The WHO functions not necessarily to improve the health of individual people around the world, but to serve its clients, which are its member states. And so a lot of what the WHO does, and a lot of how it reacts is not necessarily based on the best evidence.

logo-who.jpg

The World Health Organization has its own controversies.

It is a highly rational organization, but that rationality is often based on the clout of different member states and what those different member states want. And so the industry has made its way into the WHO, through governments such as the US that promote a lot of collaborations with industry. But this has also created a lot of consternation, which you might have seen.

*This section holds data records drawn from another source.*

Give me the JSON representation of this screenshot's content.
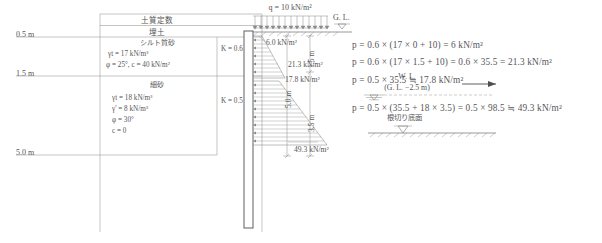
{
  "soil_table": {
    "header": "土質定数",
    "rows": [
      {
        "name": "埋土",
        "depth_label": "0.5 m",
        "k_label": "",
        "params": []
      },
      {
        "name": "シルト質砂",
        "depth_label": "1.5 m",
        "k_label": "K = 0.6",
        "params": [
          "γt = 17 kN/m³",
          "φ = 25°,  c = 40 kN/m²"
        ]
      },
      {
        "name": "細砂",
        "depth_label": "5.0 m",
        "k_label": "K = 0.5",
        "params": [
          "γt = 18 kN/m³",
          "γ' =  8 kN/m³",
          "φ = 30°",
          "c = 0"
        ]
      }
    ]
  },
  "depth_marks": [
    "0.5 m",
    "1.5 m",
    "5.0 m"
  ],
  "dimensions": {
    "upper": "1.5 m",
    "lower": "3.5 m",
    "total": "5.0 m"
  },
  "water_level": {
    "label": "W. L.",
    "sublabel": "(G. L. −2.5 m)"
  },
  "excavation": {
    "label": "根切り底面"
  },
  "surcharge": {
    "label": "q = 10 kN/m²"
  },
  "ground_level": {
    "label": "G. L."
  },
  "pressure_labels": {
    "top": "6.0 kN/m²",
    "upper_bottom": "21.3 kN/m²",
    "lower_top": "17.8 kN/m²",
    "bottom": "49.3 kN/m²"
  },
  "equations": [
    "p = 0.6 × (17 × 0 + 10) = 6 kN/m²",
    "p = 0.6 × (17 × 1.5 + 10) = 0.6 × 35.5 = 21.3 kN/m²",
    "p = 0.5 × 35.5 ≒ 17.8 kN/m²",
    "p = 0.5 × (35.5 + 18 × 3.5) = 0.5 × 98.5 ≒ 49.3 kN/m²"
  ],
  "colors": {
    "line": "#6d6d6d",
    "text": "#555555",
    "wall": "#4f4f4f"
  }
}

There's been a number of mechanisms where this has become a dividing line. One of the best examples was in 2005, and for a few years after that, Indonesia refused to share influenza viruses, because the influenza viruses that Indonesia shared with a big global network became patented by Australian pharmaceutical companies. Needless to say, Indonesia was reticent to share things that they might then not be able to afford.

And so they stopped sharing, and it's created several dividing lines that essentially comes down to what is the role of industry in general in a lot of the work that the WHO does. So, it's not just the trials, but it's an everything from how your influenza vaccine gets made to how much the WHO recommends sugar should be in an average person's diet".